By which I mean we are now going through the slides we took in Scandinavia, and in too many of them the best looking thing in frame is some part of my hand that got in the way. As for the rest of the space in each photo -- a void of darkness and gloom.
I am not speaking metaphorically here. I mean there's nothing there. One possible excuse is that it rained. A lot. Also, I don't really understand how to work the camera, which is an old-fashioned SLR, pricey and thus imbued with many mechanical frills and possibilities, all of which are capable of shifting the final image just that much further wrong.
All the emptiness! Looking at our pictures, I feel like a priest taking confession from a series of French intellectuals.
In the few pictures that contain at least some information, you have a cap of washed-out grey sky with dark silhouettes of looming shapes beneath. So far our re-experiencing our trip photographically is the opposite of what usually happens. Usually you sit down you look at your pictures you think, "I really did not appreciate what I was seeing at the time. Thank you, Mr. Kodak." Vacation pictures at their best (if that is not a contradiction in terms) are a crutch, you see, a supplement or a footnote. But in the case of our photos this time, our pictures are a kind of homoeopathy, which (as I hardly need to remind you) suggests the tiniest and most infinitesimal amount of something -- the essence of badness -- triggers something very good.
The very absence of content in our pictures is a stimulant to memory. This is what I mean. I push the button on the slide projector. On the wall there is Nothing except a black looming something with a kind of crenellation at the top.
"Russian Orthodox church in Stockholm?" I say.
"Probably the stave church in Norway," my wife replies. "Unless it's that girl on a bike we saw in Copenhagen."
"If so, she seems to be making an obscene gesture," I say.
"I think it's the U.S. Embassy in Helsinki," my wife says.
"In which case that's you making the obscene gesture," I say. (True story. Only place in Helsinki we saw cops.)
Each picture, each terrible picture, encourages us to re-experience the entire trip, sharpening memory, drawing it out of us, providing a Rorschach that teases out of us details we had forgotten.
This won't do for the slide show, though. Through indirections we may be finding directions out as we reexperience our trip through the series of missed opportunities that our photographs represent. But I want to have a slide show! I want to bring a small circle of friends into the warmth of our living room and, well, show off. If you have a handful of nice images -- as few as 60, I would say -- and you imbed them in a sprightly narrative in which every architectural marvel is juxtaposed with some embarrassing anecdote involving food or currency exchange, I think your friends forgive you. And perhaps they learn a little something?
Did you know that "bjorn" is Swedish for bear? See that brown splotch there next to what looks like a sock? That's a bear, or, as the Swedes would say:
A bjorn.
Repeat it as if this were a Monty Python sketch.
A bjorn.
Personally, I always like going to people's slide shows. We have some friends who are talented amateur photographers. Some of them go interesting places, and I like a bit of a travelogue. It's a big world, you know. And at a slide show, usually there are drinks and food, sometimes a buffet even because the wise host for a slide show understands exactly who is doing whom the favor and adjusts the catering accordingly.
Our friend Jefferson says I am living in a dream world. He says people despise slide shows. He's never been to a decent one or known anyone -- other than us, and he thinks we are lying -- who enjoys that devil's brew of botched photos and incoherent narrative.
I think he is saying that finally a slide show is a power trip (and he doesn't mean a Power Point trip) in which the conventions of acquaintanceship demand an acquiescence to illusions of competence when it comes to picture taking and storytelling.
And I say: Okay. I can live with that.
Consider this your invitation to Eyes Wide Shut: A Long Evening's Journey into the Scandinavian Night with the Robertson Family.
Details to follow. You can run, but you can't hide.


Assignment: Would you please copy each line below that includes the string "responsibility"?

Records to use:
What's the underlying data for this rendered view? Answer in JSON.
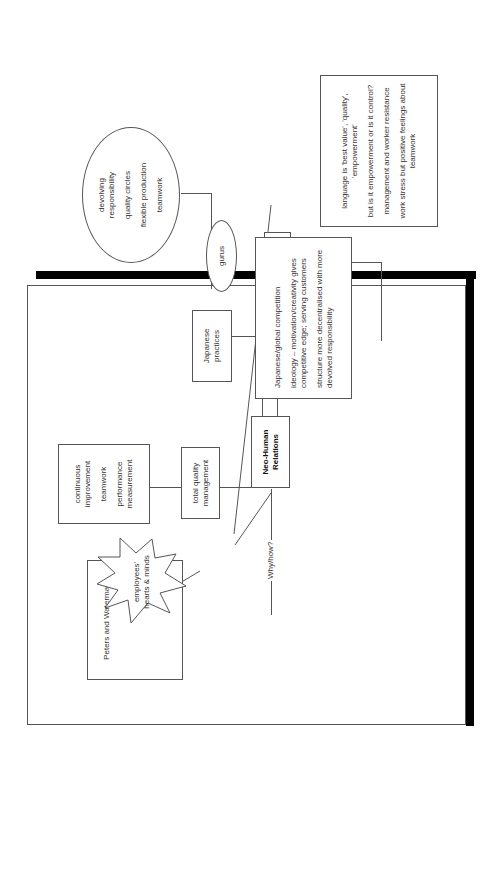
{
  "diagram": {
    "orientation": "rotated -90deg (landscape page viewed in portrait)",
    "central_node": {
      "line1": "Neo-Human",
      "line2": "Relations"
    },
    "tqm": {
      "label_line1": "total quality",
      "label_line2": "management"
    },
    "tqm_details": {
      "item1_line1": "continuous",
      "item1_line2": "improvement",
      "item2": "teamwork",
      "item3_line1": "performance",
      "item3_line2": "measurement"
    },
    "japanese": {
      "line1": "Japanese",
      "line2": "practices"
    },
    "japanese_details": {
      "item1_line1": "devolving",
      "item1_line2": "responsibility",
      "item2": "quality circles",
      "item3": "flexible production",
      "item4": "teamwork"
    },
    "critique": {
      "label": "critique"
    },
    "critique_details": {
      "item1_line1": "language is 'best value', 'quality',",
      "item1_line2": "'empowerment'",
      "item2": "but is it empowerment or is it control?",
      "item3": "management and worker resistance",
      "item4_line1": "work stress but positive feelings about",
      "item4_line2": "teamwork"
    },
    "gurus": {
      "label": "gurus"
    },
    "peters": {
      "title": "Peters and Waterman:",
      "burst_line1": "employees'",
      "burst_line2": "hearts & minds"
    },
    "whyhow": {
      "label": "Why/how?"
    },
    "whyhow_details": {
      "item1": "Japanese/global competition",
      "item2_line1": "ideology – motivation/creativity gives",
      "item2_line2": "competitive edge; serving customers",
      "item3_line1": "structure more decentralised with more",
      "item3_line2": "devolved responsibility"
    }
  },
  "colors": {
    "stroke": "#555555",
    "text": "#333333",
    "shadow": "#000000",
    "background": "#ffffff"
  }
}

Your response:
      "item1_line2": "responsibility",
      "item3_line2": "devolved responsibility"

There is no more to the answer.